God knows that we are human — that we need a tangible way to know that we have been forgiven. And just as we know today when we leave the confessional that we are not guilty of our sins any more, so God provisioned a way for the Israelites to know that their sins had been forgiven.
In the time before Jesus, the sacrifice was the way to make atonement — to cast off guilt and put on the righteousness of the innocent slain lamb. The priest would lay his hands on a sacrificial goat, transferring the sins of the people onto it, and set it out into the wilderness. Then, an unblemished lamb would be sacrificed on the altar and the blood poured out for the forgiveness of sins.
God knows that it is our guilt and shame that keeps us from him — just as Adam and Eve’s kept them at a distance from him. When they realised that they were naked, they were ashamed to come before him, so God in his love made clothes for them out of animal skins. Here too, something had to die in order for the first humans to believe that they could come back into the presence of the Lord. They could appear before him only once they had been covered in the animal skins, but God had not required this — they had! God had known them before, when they had already been naked. [Click here to read more about this!]
In his mercy, God covered Adam and Eve in animal skins, the Israelites in the blood of the unblemished lamb… and us in the blood of the perfect sacrifice, Jesus.
For as St. Paul says in his letter to the Romans, “All have sinned and fall short of the glory of God; they are now justified by his grace as a gift, through the redemption that is in Christ Jesus, whom God put forward as a sacrifice of atonement by his blood, effective through faith.” Although Jesus has been sacrificed, it is our faith that will help us accept the righteousness of Christ — to ‘put it on’ as our own, in order to cover our sinfulness.
But if we choose NOT to accept Christ’s sacrifice, or his perfect righteousness, we remain… guilty.
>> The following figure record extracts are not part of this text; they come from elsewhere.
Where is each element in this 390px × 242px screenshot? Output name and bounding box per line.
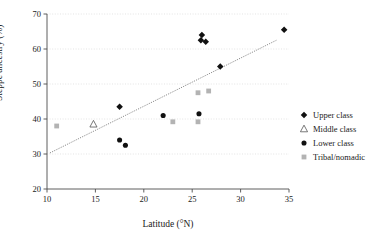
x-tick-label-15: 15 — [91, 194, 100, 204]
data-point-3-4 — [206, 89, 211, 94]
data-point-1-0 — [90, 120, 97, 127]
legend-item-label: Lower class — [311, 138, 354, 148]
y-tick-label-70: 70 — [21, 9, 41, 19]
x-tick-label-30: 30 — [236, 194, 245, 204]
axes-group — [44, 14, 290, 193]
legend-item-upper-class[interactable]: Upper class — [297, 108, 387, 122]
series-middle-class — [90, 120, 97, 127]
filled-square-icon — [297, 150, 311, 164]
x-tick-label-20: 20 — [140, 194, 149, 204]
data-point-0-2 — [198, 37, 205, 44]
y-tick-label-20: 20 — [21, 184, 41, 194]
data-point-2-0 — [117, 137, 122, 142]
x-tick-label-25: 25 — [188, 194, 197, 204]
data-point-3-2 — [196, 119, 201, 124]
legend-item-label: Upper class — [311, 110, 353, 120]
filled-circle-marker — [301, 140, 306, 145]
y-tick-label-30: 30 — [21, 149, 41, 159]
x-tick-label-35: 35 — [285, 194, 294, 204]
y-tick-label-50: 50 — [21, 79, 41, 89]
data-point-2-1 — [123, 143, 128, 148]
series-lower-class — [117, 111, 201, 148]
legend-item-label: Tribal/nomadic — [311, 152, 365, 162]
y-tick-label-60: 60 — [21, 44, 41, 54]
trendline — [50, 40, 277, 153]
data-point-3-3 — [196, 90, 201, 95]
data-point-0-5 — [281, 26, 288, 33]
legend-item-middle-class[interactable]: Middle class — [297, 122, 387, 136]
legend-item-lower-class[interactable]: Lower class — [297, 136, 387, 150]
chart-legend: Upper classMiddle classLower classTribal… — [297, 108, 387, 164]
filled-diamond-marker — [301, 112, 308, 119]
filled-square-marker — [302, 155, 307, 160]
data-point-2-3 — [196, 111, 201, 116]
open-triangle-marker — [300, 125, 307, 132]
data-point-2-2 — [161, 113, 166, 118]
data-point-0-3 — [202, 38, 209, 45]
filled-diamond-icon — [297, 108, 311, 122]
data-point-0-4 — [217, 63, 224, 70]
x-axis-title: Latitude (°N) — [47, 219, 289, 229]
legend-item-label: Middle class — [311, 124, 356, 134]
trendline-group — [50, 40, 277, 153]
x-tick-label-10: 10 — [43, 194, 52, 204]
data-point-0-1 — [199, 32, 206, 39]
series-upper-class — [116, 26, 287, 110]
gridlines-group — [47, 14, 289, 154]
series-tribal-nomadic — [54, 89, 211, 129]
legend-item-tribal-nomadic[interactable]: Tribal/nomadic — [297, 150, 387, 164]
data-point-3-0 — [54, 124, 59, 129]
data-point-0-0 — [116, 103, 123, 110]
open-triangle-icon — [297, 122, 311, 136]
y-axis-title: Steppe ancestry (%) — [0, 25, 4, 102]
data-point-3-1 — [170, 119, 175, 124]
y-tick-label-40: 40 — [21, 114, 41, 124]
data-points-group — [54, 26, 287, 147]
scatter-chart-figure: 203040506070101520253035 Steppe ancestry… — [0, 0, 390, 242]
filled-circle-icon — [297, 136, 311, 150]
“For Christ is the end of the law so that there may be righteousness for everyone who believes.” [Romans 10:4]
The other statement that God makes that a modern reader might find problematic is the announcement that the iniquity of the parents would be visited upon the children upto the third and fourth generation. This would have been problematic, though, if the Bible hadn’t explicitly stated:
“A child shall not suffer for the iniquity of a parent nor a parent suffer for the iniquity of a child’ [Ezekiel 18:20]
and
“All shall die for their own sins” [Jeremiah 31:30]
How then are we to understand this? The answer may lie in Jesus’ first commandment —
“I the Lord your God am a jealous god, punishing children for the iniquity of parents, to the third and the fourth generation of those who reject me, but showing steadfast love to the thousandth generation of those who love me and keep my commandments.” [Exodus 20:5]
The Lord confirms that the ‘punishment’ is for those who reject him — who choose NOT to be loved. And even here, what is most visible is the discrepancy — the ones who are punished are punished to the fourth generation, while the ones who are rewarded are till the thousandth generation!
And what is the ‘punishment’ that these will face — if not to feel (and incorrectly so)… unloved?
So when we see what we think to be God’s justice coming down on someone — imprisonment, humiliation, economic downfall, illness, or any kind of suffering at all — first, we are wrong to judge what only God can know, and secondly, perhaps this is not justice at all, but the Mercy of God pouring down on them to draw them near to him so that they experience him, repent and come into relationship with him. But for those who will reject, or fail to recognise, God’s mercy, it will seem to be justice raining down on them instead.
Can God’s mercy be just — and his justice… merciful?